Risk Management 101: How Much Should You Invest Per Trade?

Trading
Ever looked at a promising trade and thought, "Should I go all in?" If so, you're not alone. It's one of the most common questions beginners ask—and getting it wrong can empty your account faster than a bad market crash.
Here's the truth: successful trading isn't just about picking winners. It's about protecting yourself when trades go south. And they will. Even the best traders lose regularly. The difference? They know exactly how much to risk on each trade.
By the end of this article, you'll understand the simple rules that separate traders who survive from those who blow up their accounts.
The Golden Rule: Never Risk More Than 1-2% Per Trade
Let's start with the most important number in trading: 1-2%.
That's the maximum amount of your total trading account you should risk on any single trade. Not 10%. Not 5%. Just 1-2%.
Here's why that matters. Let's say you have $1,000 in your account:
- At 1% risk: You can lose $10 per trade. That means you'd need 100 consecutive losing trades to wipe out your account.
- At 10% risk: You can lose $100 per trade. Now you only need 10 bad trades in a row.
Which scenario gives you more room to learn and recover? The math is clear.
Pro Tip: Start with 1% risk when you're learning. You can always increase it later once you've proven you can trade consistently.
Position Sizing: How to Calculate Your Trade Size
Now here's where beginners get confused. Risking 1% doesn't mean investing only 1% of your account. It means your potential loss should be 1%.
Here's a simple formula:
Position Size = (Account Balance × Risk %) ÷ Distance to Stop Loss
Let's break that down with an example.
You have $1,000. You want to buy Bitcoin at $50,000, and you'll set your stop loss (an automatic sell order that limits your loss) at $49,000. That's a $1,000 drop, or 2% below your entry.
Your 1% risk = $10 maximum loss.
Since Bitcoin needs to drop 2% to hit your stop loss, and you can only lose $10, you'd buy $500 worth of Bitcoin. If it drops 2%, you lose $10—exactly 1% of your account.
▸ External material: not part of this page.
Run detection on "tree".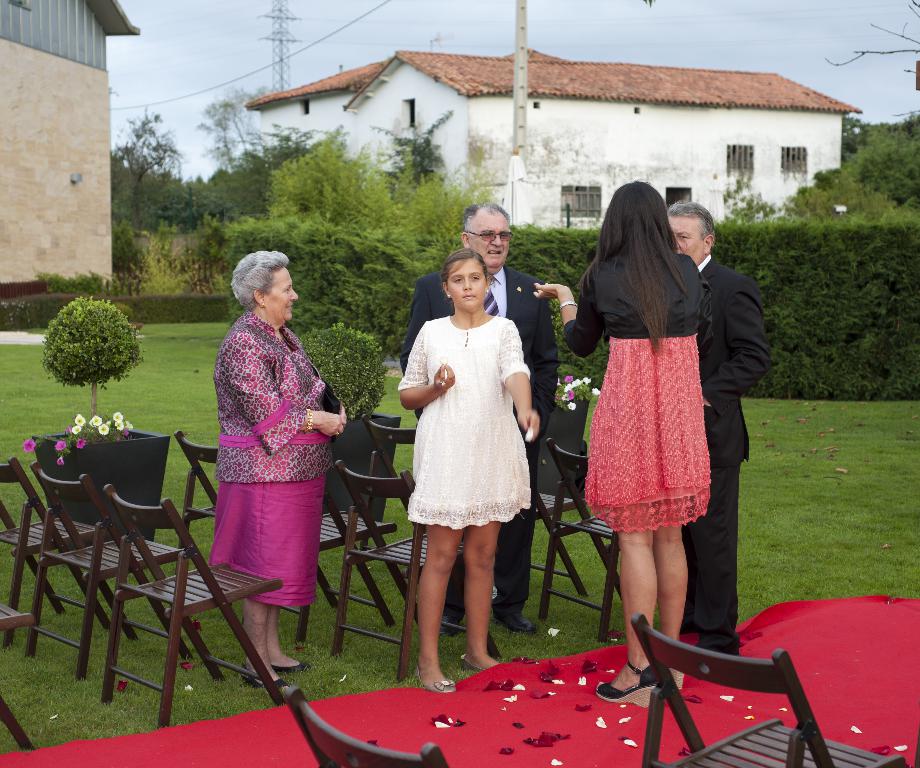
Result: x1=114, y1=110, x2=178, y2=229.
Sound complicated? It gets easier with practice. Most exchanges even have position size calculators built in.
More on: Position Sizing: How to Calculate Your Trade Size
Why This Approach Works
A 10% loss requires an 11% gain to recover. But a 50% loss? You need a 100% gain just to break even. The deeper the hole, the harder it is to climb out.

Percentage gains needed to recover from different loss levels—10% loss needs 11% gain, 50% loss needs 100% gain
By limiting each trade to 1-2% risk, you're building a sustainable approach. You'll have bad days. Bad weeks, even. But you'll still have an account to trade with tomorrow.
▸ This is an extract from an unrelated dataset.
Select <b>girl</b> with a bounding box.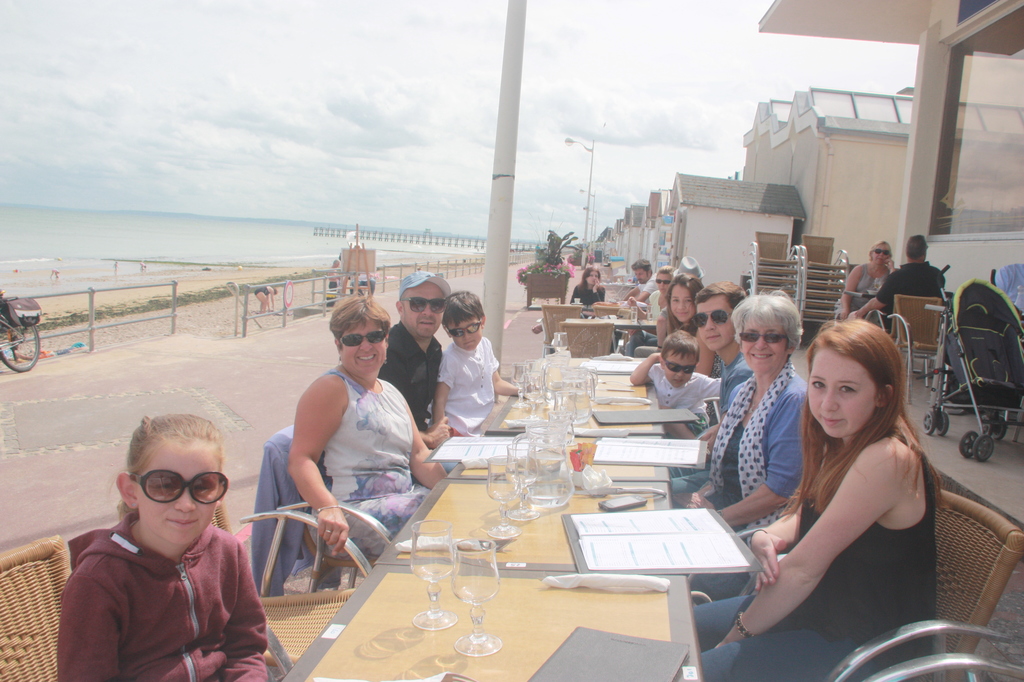
locate(688, 318, 940, 681).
Common Mistake: Increasing position size after a winning streak. Overconfidence kills more accounts than bad analysis. Stick to your rules whether you're up or down.
The Portfolio Rule: Don't Put All Your Eggs in One Basket
Beyond individual trades, watch your overall exposure. A good rule: never have more than 5-10% of your account riding on correlated trades.
What does that mean? If you're long on Bitcoin, Ethereum, and Solana, those trades often move together. If crypto dumps, they all dump. You might think you've spread your risk, but you've actually concentrated it.
Proper diversification means trading assets that don't always move in the same direction.
Quick Recap
Here's what we covered:
- The 1-2% rule: Never risk more than this amount on any single trade
- Position sizing matters: Calculate your trade size based on where your stop loss sits
- Losses compound: Small losses are recoverable; big losses can be account-ending
- Watch correlation: Multiple similar trades can multiply your risk unexpectedly
Check this out Best Practices for Using Telegram Signals
Your Next Steps
1. Today: Calculate 1% of your current trading balance. Write it down. That's your maximum risk per trade starting now.
2. This Week: Before entering any trade, calculate your position size using the formula above. Practice this until it becomes automatic.
3. Ongoing: Join the Fat Pig Signals Telegram community, where we share properly sized trade signals and help each other stay disciplined. Having a community keeps you accountable.
You don't need to hit home runs to be profitable. Singles and doubles—consistent, well-managed trades—win over time. The traders who last aren't the ones who make the biggest wins. They're the ones who survive long enough to keep compounding small gains.
Start small. Stay disciplined. Trust the process.
Disclaimer: This article is for educational purposes only and should not be considered financial advice. Cryptocurrency trading involves substantial risk of loss. Always do your own research and consider consulting with a financial advisor before making investment decisions.